𝔖 Bobbio Scriptorium
✦   LIBER   ✦

What to do?

✍ Scribed by Paul E. Waggoner


Publisher
Elsevier Science
Year
1975
Weight
199 KB
Volume
15
Category
Article
ISSN
0002-1571

No coin nor oath required. For personal study only.

✦ Synopsis


Decreases in the yield of crops caused by weather are a large reason why we have prayed for our daily bread for the first time in a long time. Thus an article on climate stabilization was recently justified by mentioning food and agriculture thrice in the first paragraph) Although a growing world population has set the stage for our present tragedy, the playwright seems the weather. In 1970 a new pathogen, Helrninthosporiurn maydis, spread through most of the American corn crop in one year because the weather was moist and warm. The cold and drought of 1972 in the U.S.S.R. decreased wheat yields, and Russian buyers sopped up the American wheat surplus. In 1974 a late spring, a dry summer, and early frost defeated the American effort to produce an abundant harvest that would drive down food prices.
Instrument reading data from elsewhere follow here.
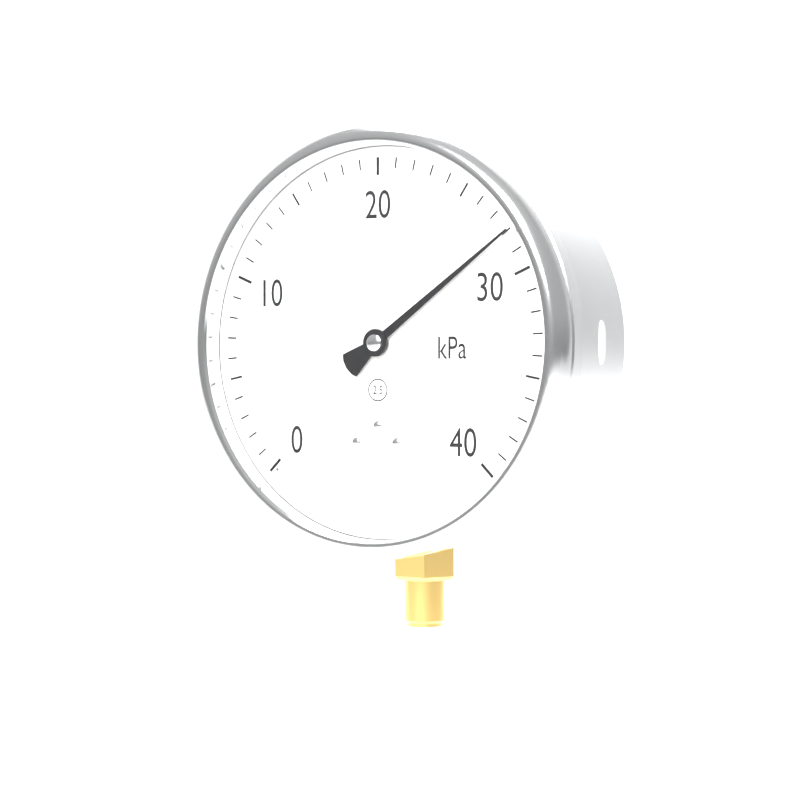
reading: 28 kPa
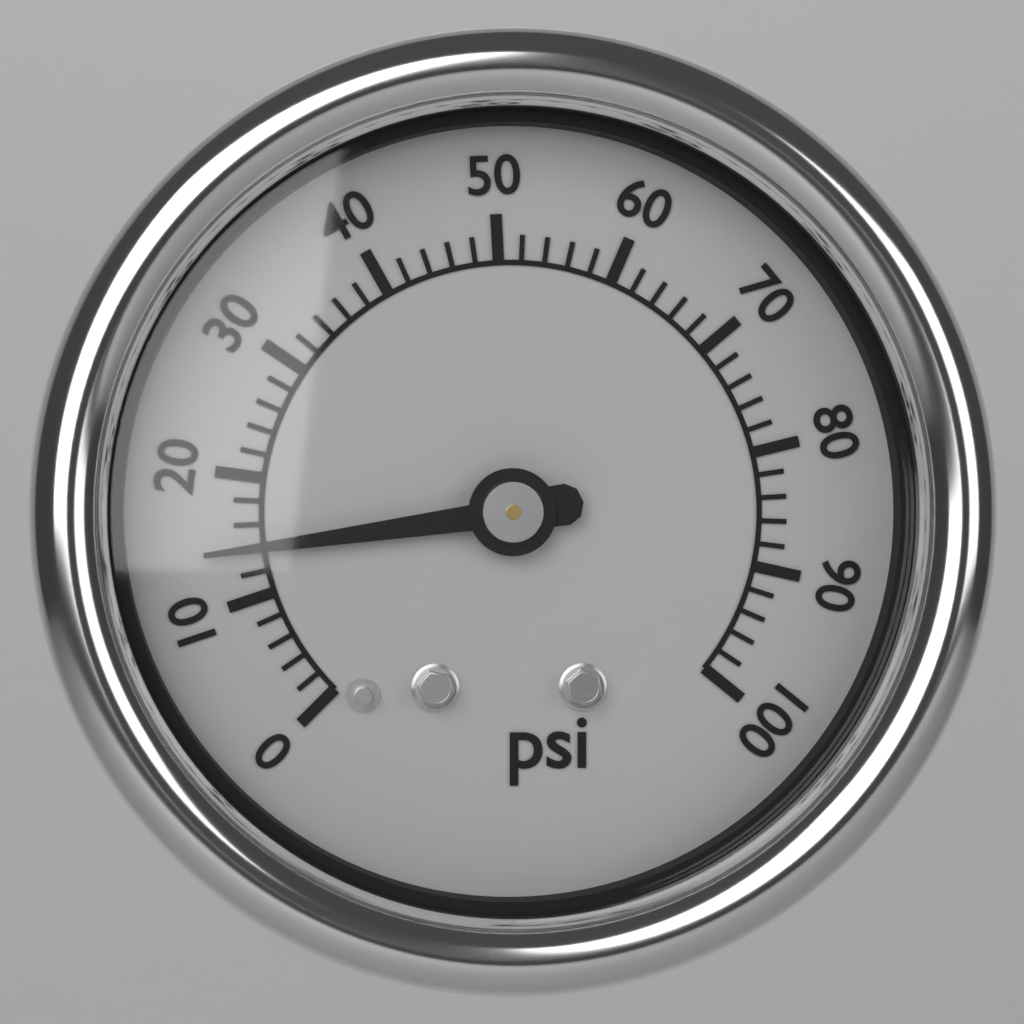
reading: 14 psi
Despite the undoubted influence of weather on crops, mankind has not beat a path to the door of the agricultural meteorologists. In fact, we might agree with Mark Twain, who said that everyone talks about the weather, but no-one does anything about it.

Scientists have been studying the reaction of plants to climate at least since Reaumur calculated degree-days in 1740. For about a third of a century we have had Geiger's great book on the climate near the ground, and we have had phytotrons.
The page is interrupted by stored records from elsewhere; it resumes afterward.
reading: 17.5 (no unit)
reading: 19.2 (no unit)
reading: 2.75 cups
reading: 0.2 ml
Still there has been little use of knowledge of the reaction of plants to weather. The farmer needs a machinery salesman, a fertilizer salesman, a pesticide salesman, a hired man and a banker. Few, however, have ever asked for an ag-meteorologist.

Times are changing, however, under the impact of new forces that are giving new utility to investigating the effect of climate on crops, making it a pre-eminent vista in the ecological view of agricultural systems.
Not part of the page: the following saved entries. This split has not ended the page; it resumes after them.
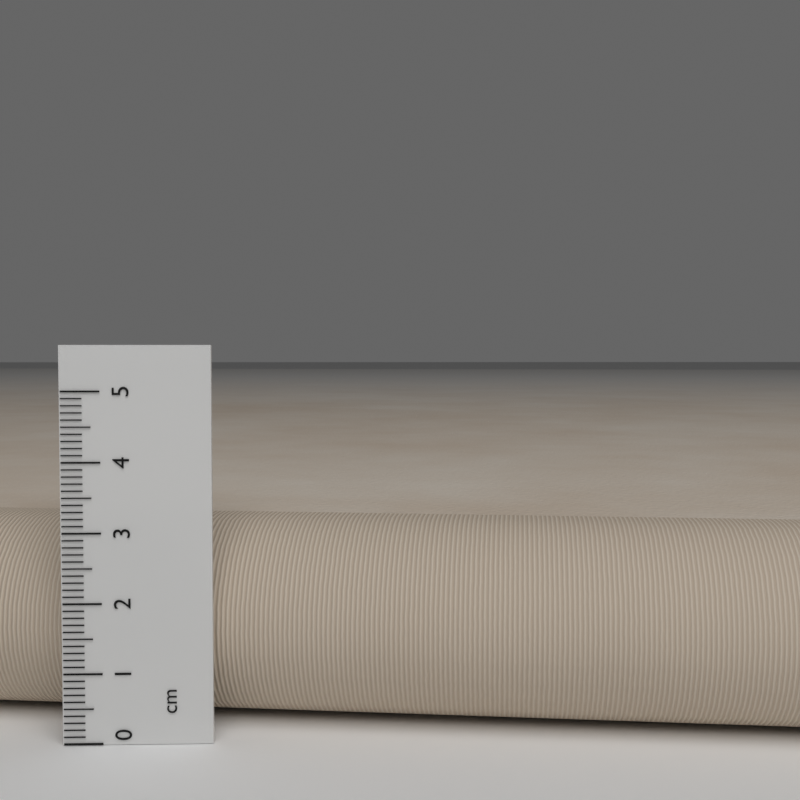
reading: 3.0 cm
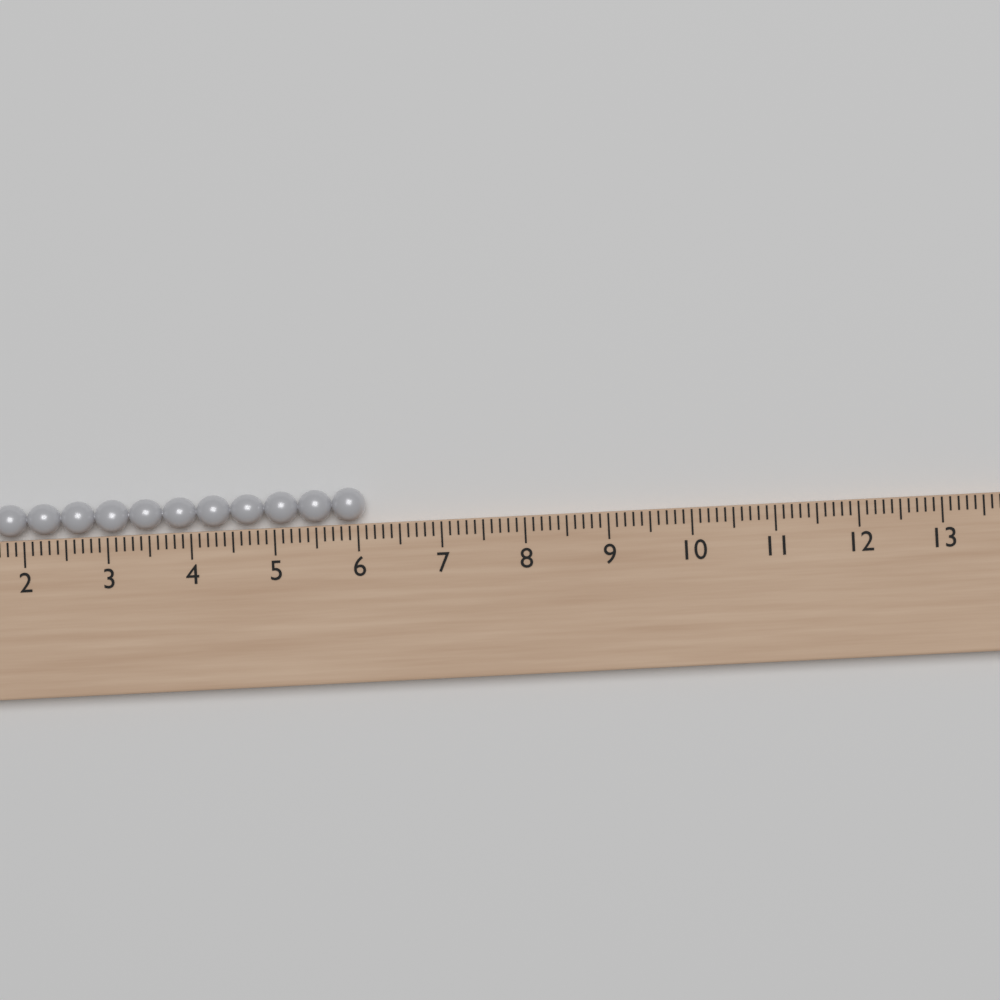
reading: 6.1 (no unit)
The first force is a growing shortage of (i) land to grow crops upon and (ii) water to keep them turgid. In 1974 the balance in the American land bank approached zero, and in 1973 it was said, "Water is so important that the country can't afford.., to give it away or make it available at less than cost. ''2 Land and water shortages mean that agriculture will move into marginal regions and should know the response of crops to new environments.

The second force is the concern with pollution. Since the need for pesticides and fertilizers often depends upon weather, their conservative i w. W.